EU-Chinese relations are low because EU engagement is unconditional and limited
European Council on Foreign Relations, 2009 [April, http://www.ecfr.eu/page/-/ECFR12_-_A_POWER_AUDIT_OF_EU-CHINA_RELATIONS.pdf]
The EU’s China strategy is based on an anachronistic belief that China, under the influence of European engagement, will liberalise its economy, improve the rule of law and democratise its politics. The underlying idea is that engagement with China is positive in itself and should not be conditional on any specific Chinese behaviour. This strategy has produced a web of bilateral agreements, joint communiqués, memoranda of understanding, summits, ministerial visits and sector-specific dialogues, all designed to draw China towards EU-friendly policies. As one senior EU diplomat puts it: “We need China to want what we want”.1 Yet, as this report shows, China’s foreign and domestic policy has evolved in a way that has paid little heed to European values, and today Beijing regularly contravenes or even undermines them. The EU’s heroic ambition to act as a catalyst for change in China completely ignores the country’s economic and political strength and disregards its determination to resist foreign influence. Furthermore, the EU frequently changes its objectives and seldom follows through on them. The already modest leverage that EU Member States have over China, collectively and individually, is weakened further by the disunity in their individual approaches. The result is an EU policy towards China that can be described as “unconditional engagement”: a policy that gives China access to all the economic and other benefits of cooperation with Europe while asking for little in return. Most EU Member States are aware that this strategy, enshrined in a trade and cooperation agreement concluded back in 1985, is showing its age. They acknowledge its existence, largely ignore it in practice, and pursue their own, often conflicting national approaches towards China. Some challenge China on trade, others on politics, some on both, and some on neither.
China exploits country differences in the EU—comprehensive cooperation is low
European Council on Foreign Relations, 2009 [April, http://www.ecfr.eu/page/-/ECFR12_-_A_POWER_AUDIT_OF_EU-CHINA_RELATIONS.pdf]

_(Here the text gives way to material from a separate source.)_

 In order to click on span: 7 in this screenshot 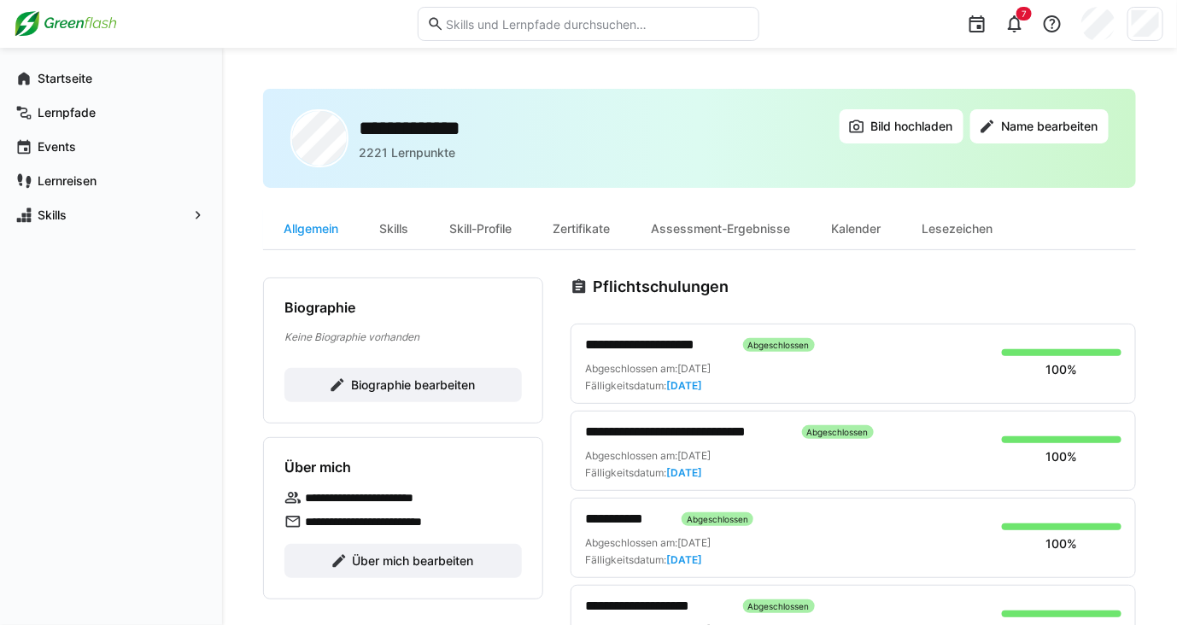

China has learned to exploit the divisions among EU Member States. It treats its relationship with the EU as a game of chess, with 27 opponents crowding the other side of the board and squabbling about which piece to move. As irritating as Beijing finds this at times, there is no question about who is in a position to play the better game. As a neo-authoritarian Chinese academic, Pan Wei, puts it, “the EU is weak, politically divided and militarily non- influential. Economically, it’s a giant, but we no longer fear it because we know that the EU needs China more than China needs the EU.”2 China knows its strength and no longer bothers to hide it. Its new readiness to treat the EU with something akin to diplomatic contempt became apparent last December with the short-term cancellation of the EU-China summit in Lyon, a harsh reaction to French president Nicolas Sarkozy’s plans to meet the Dalai Lama.